Crony Capitalism

Thursday, January 23rd, 2014

The three candidates running for president in 1912 offered three different solutions to crony capitalism, Lynn C. Rees says:

The candidate of the Progressive Party, former president Theodore Roosevelt of New York, sought to build the United States federal government into an over-awing Leviathan that could cow large concentrations of wealth by subjecting them to tight scrutiny and regulation. This Leviathan would not necessarily seek to break up these concentrations of economic power: Roosevelt was convinced bigness was the future. Furthermore, such concentrations of economic power were necessary for competing in the increasingly vicious international market for power where empires and nations struggled against other empires and nations. Some hinted that there was a possibility of Roosevelt’s Leviathan itself being bought by dollars from those great concentrations of wealth. However, Roosevelt dismissed this fear because the natural ruling class that would control the Federal government was Old Money of Impeccable Old Blood like himself and Old Money can’t be bought by New Money. Old Money would be supported by professional regulators trained in the latest science of administration, many of whom would be from the ranks of Old Money themselves.

The candidate of the Republican Party, incumbent president and former Roosevelt henchman William Howard Taft of Ohio, sought to contain large economic concentrations by using the Federal government to selectively break them down into smaller pieces and regulating them around the edges by controlling their interactions with each other. Taft’s vision was one of checks and balances where Federal-scale concentrations of economic power were checked and balanced by other Federal scale concentrations of power while Federal checks and balances on private wealth were checked by the constitutional checks and balances within the Federal government itself. As president, Taft struck a more moderate rhetorical tone about business than Roosevelt had when Roosevelt was president. But Taft more energetically pursued judicial remedies to break up or impose structural checks on the more vicious concentrations of economic power. Taft favored checks and balances through one-time restructurings of concentrated economic power and its institutional forms over continuous oversight governed by the discretion of a permanent regulatory agency. The former approach put in place firmer checks and balances on the ravages of concentrated economic power without as much possibility of the corruption of business and state by an ongoing regulatory relationship between the two.

The candidate of the Democratic Party, New Jersey Governor Thomas Woodrow Wilson, proposed breaking up large concentrations of wealth into so many tiny pieces that each tiny piece could be overawed by just one of the forty-six little leviathans of the several states of the Union. They’d be so small they could be drowned in a bathtub. This was a variation on the tradition of state’s rights and a smaller less activist Federal government that the Democratic Party had advocated with varying degrees of seriousness since Martin van Buren had formed it around the person of General Andrew Jackson after 1824. Federal attention to Federal-scale large concentrations of wealth was only necessary if there were Federal-scale large concentrations of wealth to pay attention to. Breaking them up into state-level concentrations of wealth would return responsibility for policing concentrations of wealth to the states or the people respectively.

Comments

  1. Toddy Cat says:

    Taft was right, Wilson won, but we got TR’s “solution”.

  2. Steve Johnson says:

    They were all wrong but had persuasive arguments if you judge by the standards of people who are of average intelligence and no particular education.

    Of course, what did you expect?

    And yes, we did get TR’s “solution” — which is very hard to distinguish from communism.

  3. Toddy Cat says:

    Speaking as a person of average intelligence and no particular education, I still think that Taft came closer to being right than any of them. And yeah, we may not be at communism right now, but give it a few years.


EXERCISE DETAILS —
This exercise calls for the records to be returned exactly, with images removed.

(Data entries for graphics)
= = = =

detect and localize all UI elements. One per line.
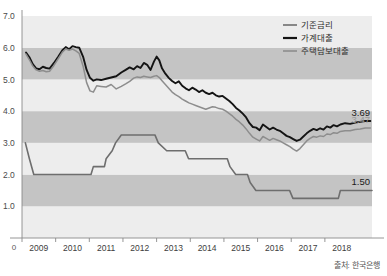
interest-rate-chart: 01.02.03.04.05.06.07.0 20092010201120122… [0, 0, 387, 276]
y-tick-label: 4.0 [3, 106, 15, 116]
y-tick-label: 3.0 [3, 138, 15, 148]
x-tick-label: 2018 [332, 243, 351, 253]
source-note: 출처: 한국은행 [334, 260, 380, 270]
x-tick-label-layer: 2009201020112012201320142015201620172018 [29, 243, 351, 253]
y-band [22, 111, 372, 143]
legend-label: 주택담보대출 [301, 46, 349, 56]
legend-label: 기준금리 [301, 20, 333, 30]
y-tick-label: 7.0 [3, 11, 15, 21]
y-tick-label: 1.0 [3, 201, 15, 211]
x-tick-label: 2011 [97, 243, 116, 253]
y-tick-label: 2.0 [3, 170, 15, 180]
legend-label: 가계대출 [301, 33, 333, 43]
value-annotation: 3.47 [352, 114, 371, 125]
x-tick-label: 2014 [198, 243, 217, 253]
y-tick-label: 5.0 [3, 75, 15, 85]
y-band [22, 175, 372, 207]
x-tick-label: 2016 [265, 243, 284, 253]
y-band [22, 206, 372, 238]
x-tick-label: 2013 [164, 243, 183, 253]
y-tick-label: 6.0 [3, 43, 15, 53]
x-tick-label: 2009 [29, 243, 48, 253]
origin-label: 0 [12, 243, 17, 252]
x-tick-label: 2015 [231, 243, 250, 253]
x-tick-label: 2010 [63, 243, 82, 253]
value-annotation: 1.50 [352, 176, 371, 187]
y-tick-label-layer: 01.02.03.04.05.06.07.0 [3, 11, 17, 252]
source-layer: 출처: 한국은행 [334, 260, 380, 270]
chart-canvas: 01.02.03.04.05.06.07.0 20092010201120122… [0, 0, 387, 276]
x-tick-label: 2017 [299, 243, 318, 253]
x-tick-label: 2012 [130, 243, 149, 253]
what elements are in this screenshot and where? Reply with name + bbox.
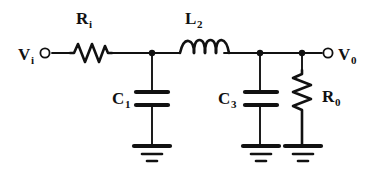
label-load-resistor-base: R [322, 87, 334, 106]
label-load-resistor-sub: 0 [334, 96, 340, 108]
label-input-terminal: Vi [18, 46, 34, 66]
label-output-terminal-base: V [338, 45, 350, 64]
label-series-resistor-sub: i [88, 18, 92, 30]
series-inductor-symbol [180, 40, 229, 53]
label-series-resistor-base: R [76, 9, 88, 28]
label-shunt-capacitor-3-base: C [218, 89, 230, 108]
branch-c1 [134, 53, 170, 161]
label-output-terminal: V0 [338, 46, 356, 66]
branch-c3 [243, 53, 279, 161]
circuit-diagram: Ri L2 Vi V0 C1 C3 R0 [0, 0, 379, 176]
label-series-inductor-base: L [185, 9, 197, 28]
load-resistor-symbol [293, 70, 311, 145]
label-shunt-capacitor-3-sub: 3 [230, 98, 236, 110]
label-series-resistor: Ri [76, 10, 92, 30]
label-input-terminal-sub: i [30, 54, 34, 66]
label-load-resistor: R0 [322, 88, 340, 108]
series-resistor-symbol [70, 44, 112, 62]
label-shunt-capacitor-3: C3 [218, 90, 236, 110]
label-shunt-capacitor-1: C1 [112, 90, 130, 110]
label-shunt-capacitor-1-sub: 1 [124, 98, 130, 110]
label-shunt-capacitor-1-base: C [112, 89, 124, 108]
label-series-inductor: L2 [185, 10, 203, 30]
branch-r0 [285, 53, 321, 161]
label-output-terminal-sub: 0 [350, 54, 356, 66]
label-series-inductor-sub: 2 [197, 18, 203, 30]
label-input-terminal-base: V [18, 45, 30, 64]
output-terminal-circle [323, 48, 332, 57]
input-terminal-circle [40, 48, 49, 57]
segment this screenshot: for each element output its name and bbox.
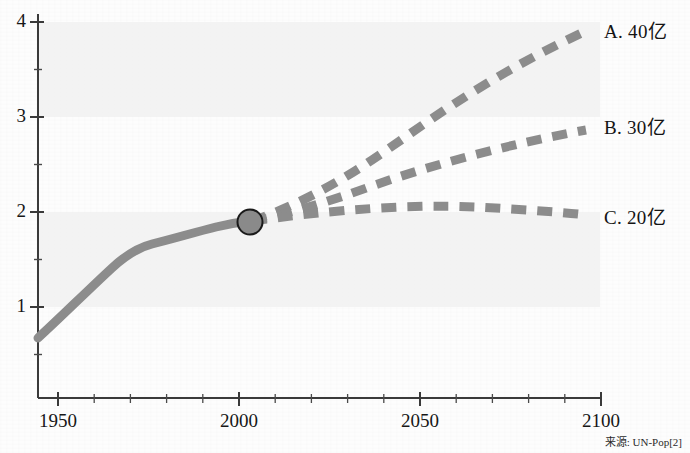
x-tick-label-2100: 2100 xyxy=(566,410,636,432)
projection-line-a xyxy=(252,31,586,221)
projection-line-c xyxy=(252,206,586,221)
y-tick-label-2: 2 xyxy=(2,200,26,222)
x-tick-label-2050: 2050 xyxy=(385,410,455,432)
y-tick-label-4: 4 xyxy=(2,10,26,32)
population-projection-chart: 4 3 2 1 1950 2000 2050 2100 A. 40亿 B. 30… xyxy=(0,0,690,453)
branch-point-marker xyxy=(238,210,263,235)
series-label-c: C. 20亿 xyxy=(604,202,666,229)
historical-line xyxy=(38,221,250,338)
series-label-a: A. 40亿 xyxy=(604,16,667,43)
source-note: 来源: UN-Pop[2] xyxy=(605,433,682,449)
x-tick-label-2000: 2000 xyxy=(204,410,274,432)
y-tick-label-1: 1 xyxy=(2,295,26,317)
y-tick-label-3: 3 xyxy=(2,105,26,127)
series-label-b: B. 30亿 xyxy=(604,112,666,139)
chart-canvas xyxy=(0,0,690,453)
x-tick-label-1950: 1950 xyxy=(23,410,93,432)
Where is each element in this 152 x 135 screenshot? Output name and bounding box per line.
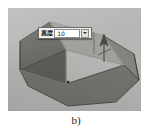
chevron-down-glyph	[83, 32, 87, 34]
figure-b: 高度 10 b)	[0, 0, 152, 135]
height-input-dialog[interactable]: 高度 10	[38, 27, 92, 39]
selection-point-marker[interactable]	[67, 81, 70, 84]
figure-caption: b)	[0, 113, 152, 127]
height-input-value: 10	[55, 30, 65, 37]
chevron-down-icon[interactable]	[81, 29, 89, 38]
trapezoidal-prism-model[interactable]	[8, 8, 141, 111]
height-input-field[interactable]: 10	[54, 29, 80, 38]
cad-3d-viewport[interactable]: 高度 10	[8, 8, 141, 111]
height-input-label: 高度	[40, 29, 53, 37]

= = = =

SOLUTION FOR THIS PROBLEM —
detect and localize all UI elements. One per line.
interest-rate-chart: 01.02.03.04.05.06.07.0 20092010201120122… [0, 0, 387, 276]
y-tick-label: 4.0 [3, 106, 15, 116]
y-tick-label: 3.0 [3, 138, 15, 148]
x-tick-label: 2018 [332, 243, 351, 253]
source-note: 출처: 한국은행 [334, 260, 380, 270]
x-tick-label-layer: 2009201020112012201320142015201620172018 [29, 243, 351, 253]
y-band [22, 111, 372, 143]
legend-label: 주택담보대출 [301, 46, 349, 56]
legend-label: 기준금리 [301, 20, 333, 30]
y-tick-label: 7.0 [3, 11, 15, 21]
y-tick-label: 1.0 [3, 201, 15, 211]
x-tick-label: 2011 [97, 243, 116, 253]
y-tick-label: 2.0 [3, 170, 15, 180]
legend-label: 가계대출 [301, 33, 333, 43]
value-annotation: 3.47 [352, 114, 371, 125]
x-tick-label: 2014 [198, 243, 217, 253]
y-tick-label: 5.0 [3, 75, 15, 85]
y-band [22, 175, 372, 207]
x-tick-label: 2016 [265, 243, 284, 253]
y-band [22, 206, 372, 238]
x-tick-label: 2013 [164, 243, 183, 253]
y-tick-label: 6.0 [3, 43, 15, 53]
x-tick-label: 2009 [29, 243, 48, 253]
origin-label: 0 [12, 243, 17, 252]
x-tick-label: 2015 [231, 243, 250, 253]
x-tick-label: 2010 [63, 243, 82, 253]
value-annotation: 1.50 [352, 176, 371, 187]
y-tick-label-layer: 01.02.03.04.05.06.07.0 [3, 11, 17, 252]
source-layer: 출처: 한국은행 [334, 260, 380, 270]
chart-canvas: 01.02.03.04.05.06.07.0 20092010201120122… [0, 0, 387, 276]
x-tick-label: 2017 [299, 243, 318, 253]
x-tick-label: 2012 [130, 243, 149, 253]
what elements are in this screenshot and where? Reply with name + bbox.
label-load-resistor-base: R [322, 87, 334, 106]
label-load-resistor-sub: 0 [334, 96, 340, 108]
label-input-terminal: Vi [18, 46, 34, 66]
label-output-terminal-base: V [338, 45, 350, 64]
label-series-resistor-sub: i [88, 18, 92, 30]
series-inductor-symbol [180, 40, 229, 53]
label-series-resistor-base: R [76, 9, 88, 28]
label-shunt-capacitor-3-base: C [218, 89, 230, 108]
branch-c1 [134, 53, 170, 161]
label-output-terminal: V0 [338, 46, 356, 66]
branch-c3 [243, 53, 279, 161]
circuit-diagram: Ri L2 Vi V0 C1 C3 R0 [0, 0, 379, 176]
label-series-inductor-base: L [185, 9, 197, 28]
load-resistor-symbol [293, 70, 311, 145]
label-shunt-capacitor-3-sub: 3 [230, 98, 236, 110]
label-series-resistor: Ri [76, 10, 92, 30]
label-input-terminal-sub: i [30, 54, 34, 66]
label-load-resistor: R0 [322, 88, 340, 108]
series-resistor-symbol [70, 44, 112, 62]
label-shunt-capacitor-3: C3 [218, 90, 236, 110]
label-shunt-capacitor-1: C1 [112, 90, 130, 110]
label-shunt-capacitor-1-sub: 1 [124, 98, 130, 110]
label-shunt-capacitor-1-base: C [112, 89, 124, 108]
label-series-inductor: L2 [185, 10, 203, 30]
branch-r0 [285, 53, 321, 161]
label-output-terminal-sub: 0 [350, 54, 356, 66]
label-series-inductor-sub: 2 [197, 18, 203, 30]
label-input-terminal-base: V [18, 45, 30, 64]
output-terminal-circle [323, 48, 332, 57]
input-terminal-circle [40, 48, 49, 57]
segment this screenshot: for each element output its name and bbox.
x-tick-label-2100: 2100 xyxy=(566,410,636,432)
projection-line-a xyxy=(252,31,586,221)
projection-line-c xyxy=(252,206,586,221)
y-tick-label-2: 2 xyxy=(2,200,26,222)
x-tick-label-2050: 2050 xyxy=(385,410,455,432)
y-tick-label-4: 4 xyxy=(2,10,26,32)
population-projection-chart: 4 3 2 1 1950 2000 2050 2100 A. 40亿 B. 30… xyxy=(0,0,690,453)
branch-point-marker xyxy=(238,210,263,235)
series-label-c: C. 20亿 xyxy=(604,202,666,229)
historical-line xyxy=(38,221,250,338)
series-label-a: A. 40亿 xyxy=(604,16,667,43)
source-note: 来源: UN-Pop[2] xyxy=(605,433,682,449)
x-tick-label-2000: 2000 xyxy=(204,410,274,432)
y-tick-label-1: 1 xyxy=(2,295,26,317)
y-tick-label-3: 3 xyxy=(2,105,26,127)
series-label-b: B. 30亿 xyxy=(604,112,666,139)
chart-canvas xyxy=(0,0,690,453)
x-tick-label-1950: 1950 xyxy=(23,410,93,432)
Where is each element in this 152 x 135 screenshot? Output name and bounding box per line.
chevron-down-glyph	[83, 32, 87, 34]
figure-b: 高度 10 b)	[0, 0, 152, 135]
height-input-dialog[interactable]: 高度 10	[38, 27, 92, 39]
selection-point-marker[interactable]	[67, 81, 70, 84]
figure-caption: b)	[0, 113, 152, 127]
height-input-value: 10	[55, 30, 65, 37]
chevron-down-icon[interactable]	[81, 29, 89, 38]
trapezoidal-prism-model[interactable]	[8, 8, 141, 111]
height-input-field[interactable]: 10	[54, 29, 80, 38]
cad-3d-viewport[interactable]: 高度 10	[8, 8, 141, 111]
height-input-label: 高度	[40, 29, 53, 37]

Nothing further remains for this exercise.